Myth 3. A woman who was truly being raped would offer utmost physical resistance.
Fact: Many rape victims offer no physical resistance whatsoever. Despite changes in rape law to eliminate the requirement for earnest resistance, the lingering demand for evidence of physical resistance on the part of some judges and jurors reflects a lack of awareness of how rape usually happens.
There are several reasons why many victims do not resist.
The first is women’s lifetime of socialization to be nice. Many victims do not resist at the start of an assault because they are afraid of embarrassing themselves or the assailant. Women and girls are socialized from birth to be polite, to smile, not to offend and not to say “no” because it may hurt someone’s feelings. By the time these women realize how much danger they are in, it is too late to resist.

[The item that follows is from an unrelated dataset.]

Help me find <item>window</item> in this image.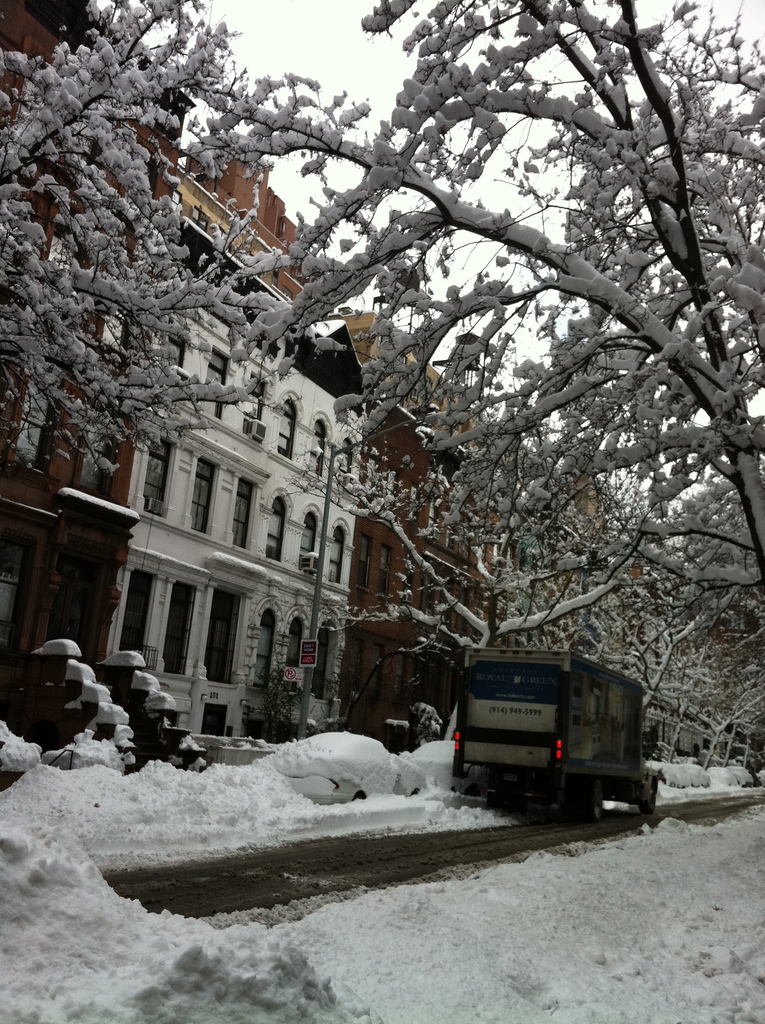
Found it: <box>414,388,421,406</box>.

Second is the fact that men's greater size and strength are in themselves threatening to women and are often enough either to intimidate the victim or to overcome her resistance.
Even when no force is used beyond the intimidation factor of the man's size and/or greater strength, women experience great fear and indeed often fear for their lives. "I thought he was going to kill me" is a common statement from rape victims. In the Rape in America study 49% of rape victims feared serious physical injury or death. This fear causes some women to make a strategic decision not to offer physical resistance. They believe with good reason that submission will increase their chances of surviving the rape, or surviving without major physical injury.
Other women experience one of two terror-induced altered states of consciousness called dissociation and frozen fright which render them totally passive. For some victims of both stranger and nonstranger rape the psychic stress is so extreme that they dissociate during the rape, saying later that they felt it was a terrible dream, or that it was as if the attack were happening to their body and they were watching it from the outside.